Dr. Natalie Harrower is the Executive Director of the CRDCN, having assumed the role in April 2023. Prior to joining the CRDCN, she was Director of the Digital Repository of Ireland (DRI), Ireland’s national research infrastructure for data from the humanities, social sciences and cultural heritage. During her directorship, she was responsible for securing a core operational funding line from the Irish government, developing a national membership model, and establishing a sustainable business model with income streams from European research projects, philanthropic organisations, and industry partners. Under her leadership, the DRI transformed from a project-funded repository to an award-winning national research infrastructure with a prominent international profile and multiple partnerships across Europe and beyond.
Over the last decade, Dr. Harrower has supported the policy and implementation of Open Science practices in the research ecosystem. In Ireland, she helped to steer the National Open Research Forum (NORF), securing the first grant for coordinated implementation of Open Science across the country, which also saw the appointment of Ireland’s National Open Research Coordinator at the DRI. At the same time, she contributed to the development of international policy development as a member of groups such as the European Commission’s high-level expert group on FAIR data, the European Open Science Cloud’s (EOSC) FAIR working group, the Open Science Taskforce of ALLEA (the European Federation of Academies of Sciences and Humanities), and the OECD Global Science Forum’s expert group on Business Models for Sustainable Data Repositories.
As a longstanding contributor to the Research Data Alliance, she collaborated with global colleagues on initiatives such as the RDA COVID-19 data sharing working group, and the RDA Financial Sustainability Taskforce, which put inclusion and diversity at the centre of its development. She serves on the Canadian National Committee for CODATA, as a judge for international Digital Preservation Awards, is past chair of ALLEA’s E-Humanities working group, and past member of Ireland’s National Archives Advisory Council.
Dr. Harrower is a Vice Chair on the Social Science and Humanities panel for the European Commission’s Marie Sklodowska-Curie Actions Postdoctoral Fellowships, and serves on the Swiss National Science Foundation’s (SNSF) review panel for Switzerland’s SSH Data and Research Infrastructures. In addition to reviewing key research projects in EOSC implementation for the European Commission, she has also served on the review panel for the Digital Research Alliance of Canada’s Data Champions projects.
Dr. Harrower started her career as a researcher and lecturer at Queen’s University and the University of Toronto. She holds a PhD in performance studies and film from the University of Toronto, and Masters in Political Science from York University, and an honours BA in political studies and drama from Queen’s University.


About this exercise: Print the records below exactly, starting at the first line and stopping after the line that contains "Image is 868x488 pixels.". Leave out any pictures.

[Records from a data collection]
***

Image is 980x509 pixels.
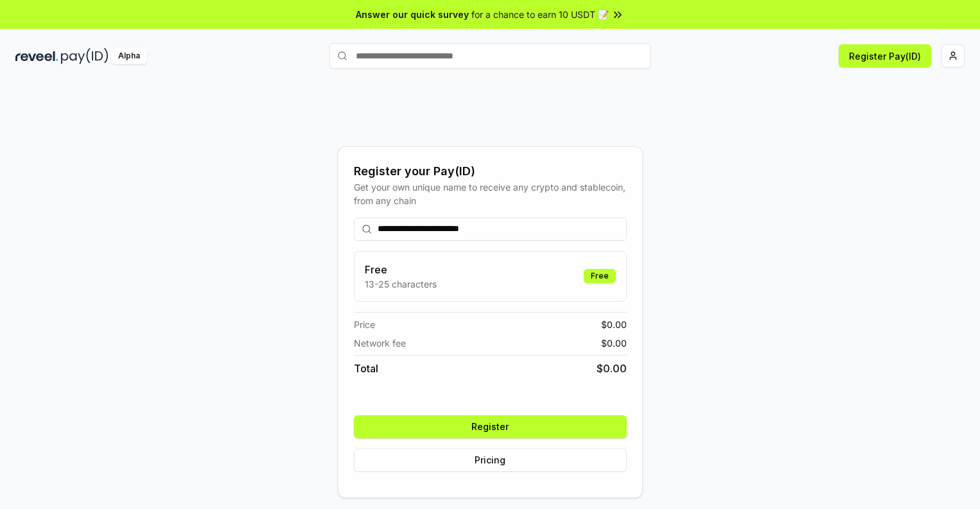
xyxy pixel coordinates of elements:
[601,318,627,331] span: $ 0.00
[61,48,108,64] img: pay_id
[354,337,406,350] span: Network fee
[354,415,627,439] button: Register
[365,262,437,277] h3: Free
[839,44,931,68] button: Register Pay(ID)
[356,8,469,21] span: Answer our quick survey
[354,448,627,472] button: Pricing
[597,360,627,376] span: $ 0.00
[471,8,609,21] span: for a chance to earn 10 USDT 📝
[354,360,378,376] span: Total
[601,337,627,350] span: $ 0.00
[354,180,627,207] div: Get your own unique name to receive any crypto and stablecoin, from any chain
[365,277,437,291] p: 13-25 characters
[354,318,375,331] span: Price
[111,48,147,64] div: Alpha
[15,48,58,64] img: reveel_dark
[584,269,616,283] div: Free
[354,163,627,180] div: Register your Pay(ID)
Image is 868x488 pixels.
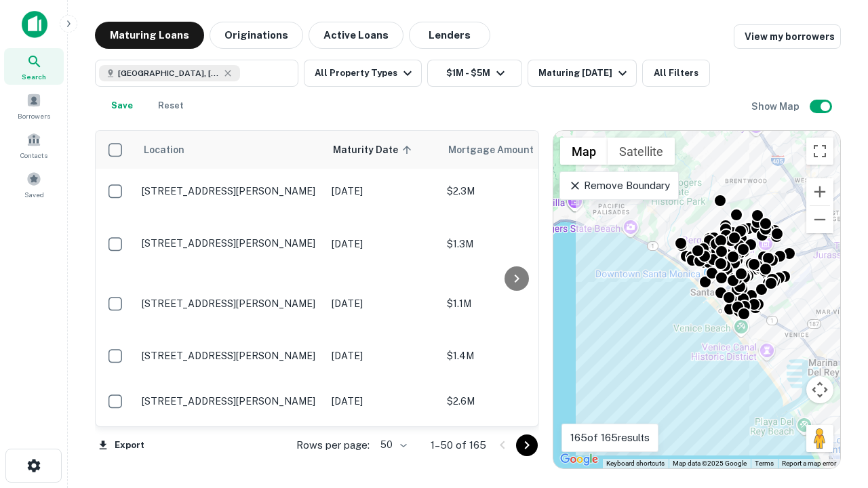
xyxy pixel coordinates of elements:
p: [STREET_ADDRESS][PERSON_NAME] [142,298,318,310]
a: Terms [755,460,774,467]
button: Save your search to get updates of matches that match your search criteria. [100,92,144,119]
button: Reset [149,92,192,119]
a: Saved [4,166,64,203]
span: Borrowers [17,110,50,121]
button: Show street map [560,138,607,165]
p: [STREET_ADDRESS][PERSON_NAME] [142,395,318,407]
a: Report a map error [782,460,836,467]
button: Originations [209,22,303,49]
button: Lenders [409,22,490,49]
th: Mortgage Amount [440,131,589,168]
span: Search [22,71,46,82]
p: [DATE] [331,349,434,363]
a: Search [4,48,64,85]
span: Saved [25,189,44,200]
p: 165 of 165 results [570,430,649,446]
span: Maturity Date [333,142,415,158]
a: Contacts [4,127,64,163]
p: Rows per page: [296,437,370,454]
img: capitalize-icon.png [22,11,47,38]
button: Show satellite imagery [607,138,675,165]
button: Active Loans [309,22,403,49]
p: Remove Boundary [568,178,669,194]
p: [DATE] [331,237,434,251]
button: Export [95,435,148,455]
button: All Property Types [304,60,422,86]
button: Keyboard shortcuts [607,459,665,468]
p: $2.3M [447,184,583,199]
p: $2.6M [447,394,583,409]
div: 50 [375,435,409,455]
button: Maturing Loans [95,22,204,49]
button: Maturing [DATE] [527,60,637,86]
button: Zoom out [806,206,833,233]
div: 0 0 [553,131,840,468]
iframe: Chat Widget [800,380,868,444]
a: View my borrowers [734,25,841,49]
p: [DATE] [331,296,434,311]
button: $1M - $5M [427,60,522,86]
span: [GEOGRAPHIC_DATA], [GEOGRAPHIC_DATA], [GEOGRAPHIC_DATA] [118,67,219,79]
p: [STREET_ADDRESS][PERSON_NAME] [142,237,318,250]
th: Location [135,131,325,168]
button: Map camera controls [806,376,833,403]
div: Maturing [DATE] [538,65,630,81]
span: Mortgage Amount [448,142,551,158]
button: Zoom in [806,179,833,206]
p: [DATE] [331,184,434,199]
button: All Filters [642,60,710,86]
span: Map data ©2025 Google [673,460,747,467]
button: Toggle fullscreen view [806,138,833,165]
a: Open this area in Google Maps (opens a new window) [556,451,601,468]
p: [STREET_ADDRESS][PERSON_NAME] [142,350,318,362]
p: $1.4M [447,349,583,363]
p: [STREET_ADDRESS][PERSON_NAME] [142,185,318,198]
p: [DATE] [331,394,434,409]
span: Contacts [20,150,47,160]
button: Go to next page [516,434,538,456]
img: Google [556,451,601,468]
span: Location [143,142,184,158]
th: Maturity Date [325,131,440,168]
h6: Show Map [751,99,801,114]
p: $1.1M [447,296,583,311]
p: $1.3M [447,237,583,251]
p: 1–50 of 165 [431,437,486,454]
a: Borrowers [4,87,64,124]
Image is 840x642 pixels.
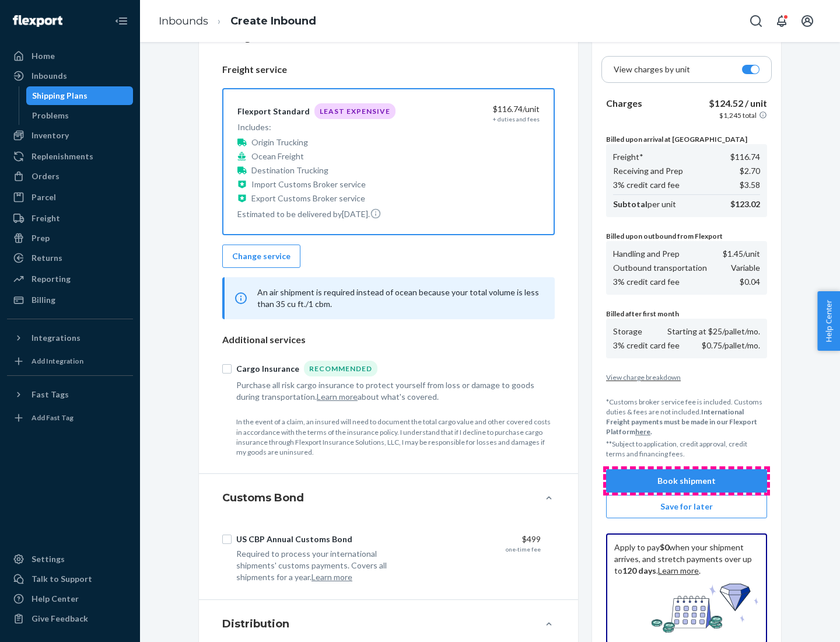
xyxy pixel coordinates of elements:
[31,413,73,422] div: Add Fast Tag
[7,589,133,608] a: Help Center
[31,170,60,182] div: Orders
[26,86,134,105] a: Shipping Plans
[31,273,71,285] div: Reporting
[231,15,317,27] a: Create Inbound
[614,151,643,163] p: Freight*
[614,262,707,274] p: Outbound transportation
[719,111,757,120] p: $1,245 total
[614,179,680,190] p: 3% credit card fee
[614,340,680,351] p: 3% credit card fee
[7,126,133,144] a: Inventory
[252,151,304,162] p: Ocean Freight
[702,340,761,351] p: $0.75/pallet/mo.
[31,70,67,82] div: Inbounds
[237,121,396,133] p: Includes:
[606,134,767,144] p: Billed upon arrival at [GEOGRAPHIC_DATA]
[237,379,541,403] div: Purchase all risk cargo insurance to protect yourself from loss or damage to goods during transpo...
[731,151,761,163] p: $116.74
[7,249,133,267] a: Returns
[606,439,767,459] p: **Subject to application, credit approval, credit terms and financing fees.
[740,165,761,177] p: $2.70
[818,292,840,350] button: Help Center
[7,569,133,588] a: Talk to Support
[31,553,65,565] div: Settings
[252,165,329,176] p: Destination Trucking
[31,252,62,264] div: Returns
[731,262,761,274] p: Variable
[31,332,81,344] div: Integrations
[614,276,680,287] p: 3% credit card fee
[506,545,541,553] div: one-time fee
[13,15,62,27] img: Flexport logo
[606,495,767,518] button: Save for later
[258,287,541,310] p: An air shipment is required instead of ocean because your total volume is less than 35 cu ft./1 cbm.
[740,179,761,190] p: $3.58
[606,469,767,492] button: Book shipment
[7,270,133,288] a: Reporting
[252,136,308,148] p: Origin Trucking
[606,372,767,382] button: View charge breakdown
[252,193,365,204] p: Export Customs Broker service
[7,550,133,568] a: Settings
[7,167,133,186] a: Orders
[635,427,651,436] a: here
[7,47,133,65] a: Home
[614,64,690,75] p: View charges by unit
[31,212,60,224] div: Freight
[660,542,669,552] b: $0
[7,66,133,85] a: Inbounds
[796,9,819,33] button: Open account menu
[32,110,69,121] div: Problems
[658,565,699,576] a: Learn more
[31,50,55,62] div: Home
[606,98,643,108] b: Charges
[7,385,133,404] button: Fast Tags
[420,534,541,545] div: $499
[31,129,69,141] div: Inventory
[7,409,133,427] a: Add Fast Tag
[744,9,768,33] button: Open Search Box
[606,308,767,319] p: Billed after first month
[7,352,133,371] a: Add Integration
[606,407,757,436] b: International Freight payments must be made in our Flexport Platform .
[723,248,761,260] p: $1.45 /unit
[31,388,69,400] div: Fast Tags
[606,397,767,437] p: *Customs broker service fee is included. Customs duties & fees are not included.
[222,333,555,346] p: Additional services
[317,391,358,403] button: Learn more
[606,231,767,241] p: Billed upon outbound from Flexport
[31,613,88,624] div: Give Feedback
[237,534,353,545] div: US CBP Annual Customs Bond
[222,490,304,505] h4: Customs Bond
[222,616,289,631] h4: Distribution
[668,325,761,337] p: Starting at $25/pallet/mo.
[7,147,133,165] a: Replenishments
[32,90,87,102] div: Shipping Plans
[709,97,767,111] p: $124.52 / unit
[31,573,92,584] div: Talk to Support
[614,165,683,177] p: Receiving and Prep
[237,548,410,583] div: Required to process your international shipments' customs payments. Covers all shipments for a year.
[622,565,656,576] b: 120 days
[418,103,540,115] div: $116.74 /unit
[7,228,133,247] a: Prep
[731,199,761,210] p: $123.02
[7,209,133,228] a: Freight
[110,9,133,33] button: Close Navigation
[222,364,232,374] input: Cargo InsuranceRecommended
[252,178,366,190] p: Import Customs Broker service
[237,363,300,375] div: Cargo Insurance
[237,417,555,457] p: In the event of a claim, an insured will need to document the total cargo value and other covered...
[312,571,353,583] button: Learn more
[614,199,647,209] b: Subtotal
[614,248,680,260] p: Handling and Prep
[222,534,232,544] input: US CBP Annual Customs Bond
[31,356,83,366] div: Add Integration
[614,325,643,337] p: Storage
[237,106,310,117] div: Flexport Standard
[31,294,56,306] div: Billing
[31,593,79,605] div: Help Center
[159,15,208,27] a: Inbounds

***

Output for this task:
Image is 980x509 pixels.
xyxy pixel coordinates of elements:
[601,318,627,331] span: $ 0.00
[61,48,108,64] img: pay_id
[354,337,406,350] span: Network fee
[354,415,627,439] button: Register
[365,262,437,277] h3: Free
[839,44,931,68] button: Register Pay(ID)
[356,8,469,21] span: Answer our quick survey
[354,448,627,472] button: Pricing
[597,360,627,376] span: $ 0.00
[471,8,609,21] span: for a chance to earn 10 USDT 📝
[354,360,378,376] span: Total
[601,337,627,350] span: $ 0.00
[354,180,627,207] div: Get your own unique name to receive any crypto and stablecoin, from any chain
[365,277,437,291] p: 13-25 characters
[354,318,375,331] span: Price
[111,48,147,64] div: Alpha
[15,48,58,64] img: reveel_dark
[584,269,616,283] div: Free
[354,163,627,180] div: Register your Pay(ID)
Image is 868x488 pixels.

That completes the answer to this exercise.